Mortgage interest rates have been more or less declining over the past four decades from a peak of 18.3% in October 1981 to a bottom of 2.7% in July 2021. This was mostly driven by a Federal Funds Effective Rate that dropped from 15.1% to 0.09% over the same timeframe. During the past decade, the Federal Funds Effective Rate was essentially just above 0% with the exception of a short period when the rate gapped up 1% to 2% from 2016 to 2020.

During this period of a next to zero Federal Funds Effective Rate, the Fed realized that it could do nothing to influence policy by lowering this rate since they were constrained by the “zero lower bound.” Thus, in March 2020, they adopted a policy of Quantitative Easing (QE) or purchasing assets to increase liquidity in the financial system to drive mortgage rates down further.

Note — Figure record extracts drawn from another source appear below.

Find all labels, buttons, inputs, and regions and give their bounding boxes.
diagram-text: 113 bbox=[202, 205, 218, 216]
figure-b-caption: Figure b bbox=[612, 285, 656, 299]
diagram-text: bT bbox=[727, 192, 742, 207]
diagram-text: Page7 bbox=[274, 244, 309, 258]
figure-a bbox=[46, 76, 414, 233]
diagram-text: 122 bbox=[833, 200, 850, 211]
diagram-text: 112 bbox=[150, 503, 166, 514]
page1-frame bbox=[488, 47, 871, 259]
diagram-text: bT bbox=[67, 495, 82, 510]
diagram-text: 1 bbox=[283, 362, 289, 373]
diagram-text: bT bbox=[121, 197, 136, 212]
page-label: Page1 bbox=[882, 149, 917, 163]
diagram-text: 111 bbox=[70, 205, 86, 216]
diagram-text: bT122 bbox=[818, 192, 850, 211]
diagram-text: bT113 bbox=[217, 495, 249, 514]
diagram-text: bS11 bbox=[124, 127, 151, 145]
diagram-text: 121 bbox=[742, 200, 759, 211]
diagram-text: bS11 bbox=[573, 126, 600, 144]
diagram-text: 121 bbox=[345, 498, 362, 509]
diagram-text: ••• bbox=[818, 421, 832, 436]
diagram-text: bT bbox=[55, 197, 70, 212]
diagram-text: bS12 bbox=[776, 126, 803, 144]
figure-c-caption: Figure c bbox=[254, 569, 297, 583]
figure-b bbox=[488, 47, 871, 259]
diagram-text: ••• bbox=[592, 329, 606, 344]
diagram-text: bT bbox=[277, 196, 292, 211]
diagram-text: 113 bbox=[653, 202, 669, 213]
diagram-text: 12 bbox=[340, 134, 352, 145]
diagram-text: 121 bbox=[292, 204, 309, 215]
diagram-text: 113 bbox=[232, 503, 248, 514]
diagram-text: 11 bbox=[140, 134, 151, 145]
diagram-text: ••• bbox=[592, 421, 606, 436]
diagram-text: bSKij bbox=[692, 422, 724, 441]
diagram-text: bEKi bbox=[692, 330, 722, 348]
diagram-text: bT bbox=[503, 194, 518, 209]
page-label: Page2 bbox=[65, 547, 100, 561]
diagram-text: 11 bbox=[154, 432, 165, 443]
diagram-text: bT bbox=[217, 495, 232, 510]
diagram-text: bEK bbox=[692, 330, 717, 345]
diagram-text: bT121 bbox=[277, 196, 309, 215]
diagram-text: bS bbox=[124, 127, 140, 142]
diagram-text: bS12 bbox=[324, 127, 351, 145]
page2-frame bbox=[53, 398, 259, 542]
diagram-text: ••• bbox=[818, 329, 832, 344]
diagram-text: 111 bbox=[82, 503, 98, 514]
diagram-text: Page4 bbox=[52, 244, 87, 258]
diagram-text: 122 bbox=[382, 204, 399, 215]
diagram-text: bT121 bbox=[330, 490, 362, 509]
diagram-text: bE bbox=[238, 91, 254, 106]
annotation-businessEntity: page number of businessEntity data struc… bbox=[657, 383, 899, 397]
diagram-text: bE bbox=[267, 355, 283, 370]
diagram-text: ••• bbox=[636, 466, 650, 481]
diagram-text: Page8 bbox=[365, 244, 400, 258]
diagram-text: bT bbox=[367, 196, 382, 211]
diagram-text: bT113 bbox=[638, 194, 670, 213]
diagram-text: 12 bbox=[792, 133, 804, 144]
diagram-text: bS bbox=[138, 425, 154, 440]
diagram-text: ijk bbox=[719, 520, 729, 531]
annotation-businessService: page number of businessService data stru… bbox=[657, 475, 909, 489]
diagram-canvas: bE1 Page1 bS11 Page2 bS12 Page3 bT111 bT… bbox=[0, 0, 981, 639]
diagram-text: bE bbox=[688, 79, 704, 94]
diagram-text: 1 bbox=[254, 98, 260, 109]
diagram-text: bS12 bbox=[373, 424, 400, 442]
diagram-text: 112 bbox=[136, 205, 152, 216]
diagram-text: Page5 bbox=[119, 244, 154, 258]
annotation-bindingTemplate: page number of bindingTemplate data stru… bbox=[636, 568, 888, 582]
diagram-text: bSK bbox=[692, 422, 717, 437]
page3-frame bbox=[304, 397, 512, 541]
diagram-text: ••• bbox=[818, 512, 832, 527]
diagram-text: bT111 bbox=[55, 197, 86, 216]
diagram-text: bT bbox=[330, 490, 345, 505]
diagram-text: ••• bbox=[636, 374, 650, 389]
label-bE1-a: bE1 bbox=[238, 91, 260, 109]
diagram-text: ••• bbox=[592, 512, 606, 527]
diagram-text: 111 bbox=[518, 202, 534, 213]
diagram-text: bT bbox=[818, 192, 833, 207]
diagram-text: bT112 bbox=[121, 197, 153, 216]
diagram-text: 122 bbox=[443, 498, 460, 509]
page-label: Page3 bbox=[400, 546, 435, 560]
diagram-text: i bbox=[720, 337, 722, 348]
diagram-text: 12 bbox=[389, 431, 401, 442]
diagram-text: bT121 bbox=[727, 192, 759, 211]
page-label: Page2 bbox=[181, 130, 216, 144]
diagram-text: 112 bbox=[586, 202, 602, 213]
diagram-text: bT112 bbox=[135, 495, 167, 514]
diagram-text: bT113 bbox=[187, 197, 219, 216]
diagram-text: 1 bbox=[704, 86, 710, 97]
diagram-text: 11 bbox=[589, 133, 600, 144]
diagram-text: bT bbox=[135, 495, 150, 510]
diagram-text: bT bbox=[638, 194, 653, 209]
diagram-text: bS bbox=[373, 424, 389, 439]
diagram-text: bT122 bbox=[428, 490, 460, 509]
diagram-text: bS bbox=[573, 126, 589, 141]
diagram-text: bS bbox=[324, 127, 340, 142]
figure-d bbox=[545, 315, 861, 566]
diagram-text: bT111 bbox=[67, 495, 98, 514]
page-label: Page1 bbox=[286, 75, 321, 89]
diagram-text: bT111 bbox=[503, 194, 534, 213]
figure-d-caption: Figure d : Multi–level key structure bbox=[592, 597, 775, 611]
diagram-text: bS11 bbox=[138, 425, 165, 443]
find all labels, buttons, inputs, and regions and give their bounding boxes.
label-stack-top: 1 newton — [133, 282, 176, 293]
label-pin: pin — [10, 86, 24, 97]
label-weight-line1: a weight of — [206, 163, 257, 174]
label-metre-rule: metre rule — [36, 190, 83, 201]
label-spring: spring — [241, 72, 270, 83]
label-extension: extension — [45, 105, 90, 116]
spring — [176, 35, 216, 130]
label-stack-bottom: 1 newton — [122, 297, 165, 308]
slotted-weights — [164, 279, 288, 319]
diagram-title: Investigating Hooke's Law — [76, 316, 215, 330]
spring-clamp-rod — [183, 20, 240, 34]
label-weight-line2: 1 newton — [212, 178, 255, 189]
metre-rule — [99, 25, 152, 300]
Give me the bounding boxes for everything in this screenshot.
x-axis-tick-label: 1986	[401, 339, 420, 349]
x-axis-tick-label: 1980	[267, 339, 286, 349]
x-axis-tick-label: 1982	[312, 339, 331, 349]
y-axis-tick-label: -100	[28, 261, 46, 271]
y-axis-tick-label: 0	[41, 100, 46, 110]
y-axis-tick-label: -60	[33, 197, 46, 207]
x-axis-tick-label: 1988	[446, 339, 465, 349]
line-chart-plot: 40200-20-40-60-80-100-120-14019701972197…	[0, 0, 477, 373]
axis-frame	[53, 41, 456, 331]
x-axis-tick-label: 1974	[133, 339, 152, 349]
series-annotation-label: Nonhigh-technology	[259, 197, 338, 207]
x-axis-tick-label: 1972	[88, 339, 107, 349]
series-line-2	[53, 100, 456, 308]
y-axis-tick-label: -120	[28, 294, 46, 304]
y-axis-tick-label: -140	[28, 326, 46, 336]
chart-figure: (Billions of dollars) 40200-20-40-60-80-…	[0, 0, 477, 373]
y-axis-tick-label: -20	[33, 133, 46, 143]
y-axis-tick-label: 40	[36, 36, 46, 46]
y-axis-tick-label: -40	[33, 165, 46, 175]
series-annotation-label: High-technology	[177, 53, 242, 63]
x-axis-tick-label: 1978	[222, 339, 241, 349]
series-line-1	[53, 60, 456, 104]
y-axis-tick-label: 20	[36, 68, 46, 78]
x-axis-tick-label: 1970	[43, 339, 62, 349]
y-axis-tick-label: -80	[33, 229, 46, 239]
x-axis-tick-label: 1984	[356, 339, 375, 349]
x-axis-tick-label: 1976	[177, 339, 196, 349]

Interestingly, Economists were warning the Fed in mid-2021 that their QE policy risked inflation because the central bank was printing too much money which was met with skepticism by the Fed. The Federal Open Market Committee in June 2021 said that the risks to inflation were weighed to the upside but did not slow the pace of bond buying. By Sept 2021, there was strong upward pressure on inflation with it rocketing up to 5.4%, but the Fed kept up the pace of QE acknowledging inflation was “elevated” and calling it “transitory.” It is still to this day unclear why the Fed felt obligated to keep its foot fully on the gas when unemployment clearly was plummeting from 14.7% at the start of the pandemic to 4.8% in Sept 2021 and inflation was surging higher. This is especially true for effects which are known to lag their stimuli.

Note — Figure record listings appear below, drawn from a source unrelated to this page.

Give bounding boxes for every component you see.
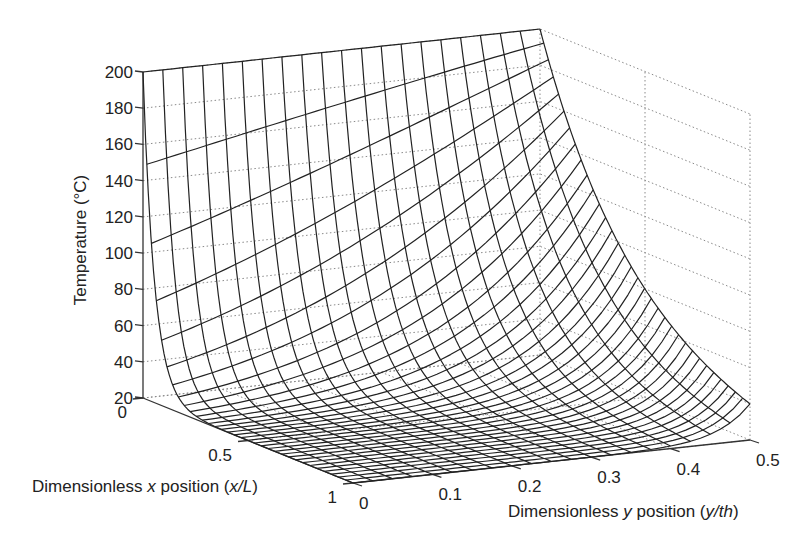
z-tick-label: 140 <box>105 172 133 191</box>
x-tick-label: 1 <box>328 488 337 507</box>
y-tick-label: 0.5 <box>756 451 780 470</box>
z-tick-label: 120 <box>105 208 133 227</box>
z-tick-label: 60 <box>114 317 133 336</box>
y-axis-label: Dimensionless y position (y/th) <box>508 502 739 521</box>
y-tick-label: 0 <box>359 494 368 513</box>
y-tick-label: 0.2 <box>518 477 542 496</box>
x-tick-label: 0 <box>118 403 127 422</box>
z-tick-label: 160 <box>105 135 133 154</box>
z-tick-label: 40 <box>114 353 133 372</box>
y-tick-label: 0.3 <box>597 468 621 487</box>
back-grid <box>143 29 750 483</box>
z-tick-label: 200 <box>105 63 133 82</box>
y-tick-label: 0.1 <box>438 485 462 504</box>
x-axis-label: Dimensionless x position (x/L) <box>32 477 258 496</box>
z-tick-label: 180 <box>105 99 133 118</box>
y-tick-label: 0.4 <box>677 460 701 479</box>
z-tick-label: 80 <box>114 280 133 299</box>
x-tick-label: 0.5 <box>208 446 232 465</box>
z-tick-label: 100 <box>105 244 133 263</box>
z-axis-label: Temperature (°C) <box>71 175 90 306</box>
surface-plot: 2040608010012014016018020000.5100.10.20.… <box>0 0 809 557</box>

Finally, in November 2021 with inflation at 6.8% did the Fed begin to modestly slow its QE and by March 2022 with inflation at 8.5% did it finally stop QE and raised the Federal Funds rate by +25 bps. This then has continued to our current effective rate around 5.1%. Interestingly, from March 2022 to today, there have been calls to stop the rate increases because “inflation has been tamed.” Likewise, there have been prognostications that mortgage rates will get back to 3%. Both are false in the short to medium term. The Fed has kept its laser focus of continuing to raise rates until all inflationary pressures are reduced. They were successful in cooling the inflationary pressures of housing which went from an annual 17.5% increase in 2021 to 2.8% in the last 12 months. However, though unemployment is still very low, cracks are starting to appear in the labor market with upward wage pressures now slowing significantly. These are the first signs that unemployment will start to drift upward, and the Fed can then realistically begin to discuss a slowing path of rate increases or ultimate discontinuation of rate increases as many of their objectives will have been achieved. Veros is forecasting that the unemployment rate will increase from its current 3.5% to 4.0% during the next 12 months.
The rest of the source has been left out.